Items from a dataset
+--
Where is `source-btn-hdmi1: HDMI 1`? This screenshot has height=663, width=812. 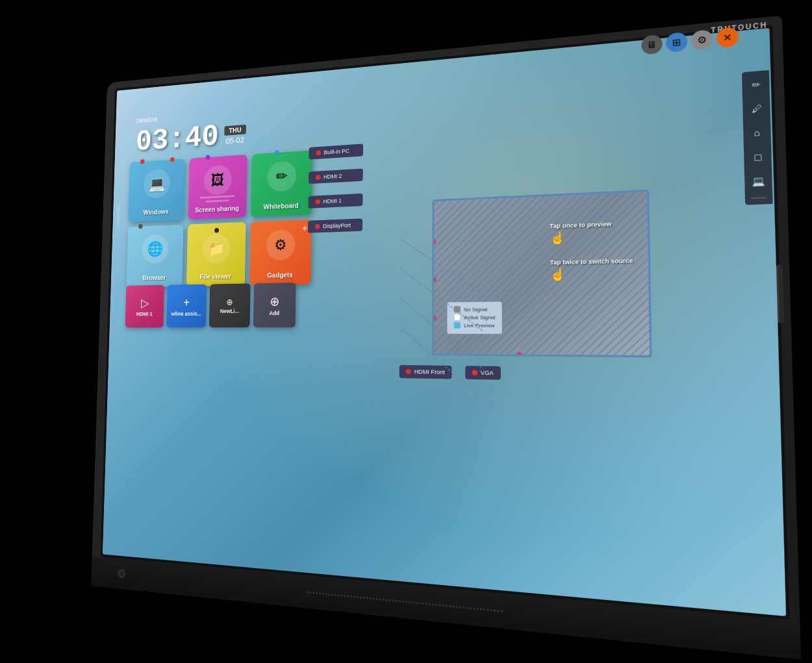 source-btn-hdmi1: HDMI 1 is located at coordinates (335, 200).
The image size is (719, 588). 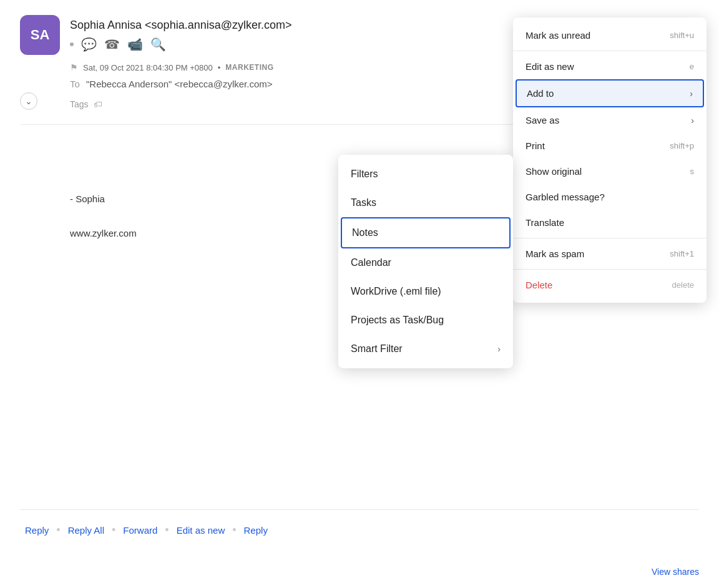 What do you see at coordinates (610, 222) in the screenshot?
I see `translate-item: Translate` at bounding box center [610, 222].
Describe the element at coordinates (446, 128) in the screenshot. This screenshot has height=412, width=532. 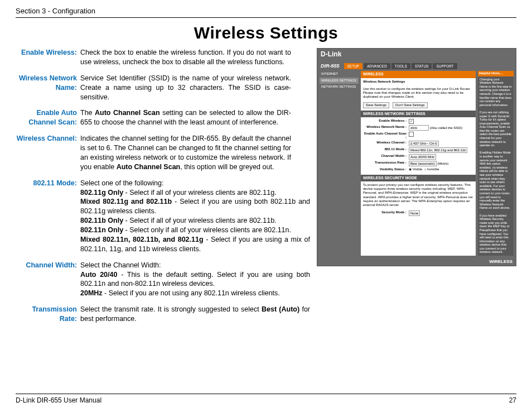
I see `ssid-note: (Also called the SSID)` at that location.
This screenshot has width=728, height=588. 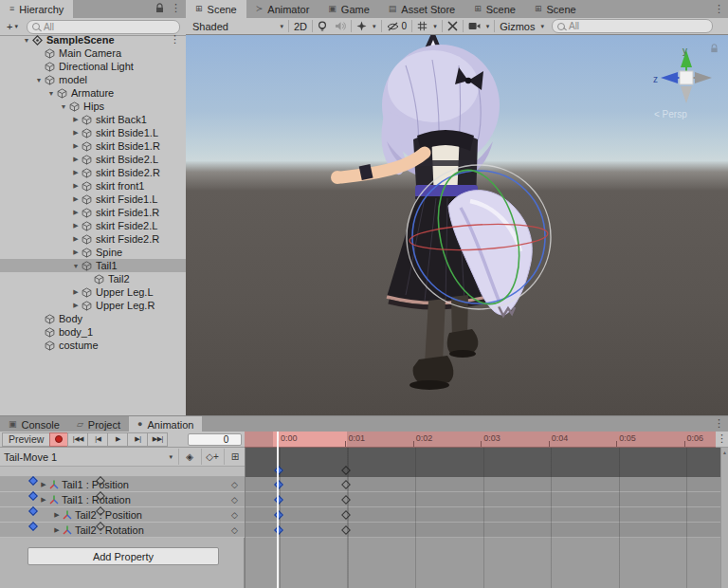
+--
[What to produce]:
Reproduce verbatim every line starting at the line that holds "Describe the element" and ending with the final line of the data; omit the pictures.

[Answer space]:
Describe the element at coordinates (446, 128) in the screenshot. This screenshot has height=412, width=532. 
I see `ssid-note: (Also called the SSID)` at that location.
This screenshot has width=728, height=588. 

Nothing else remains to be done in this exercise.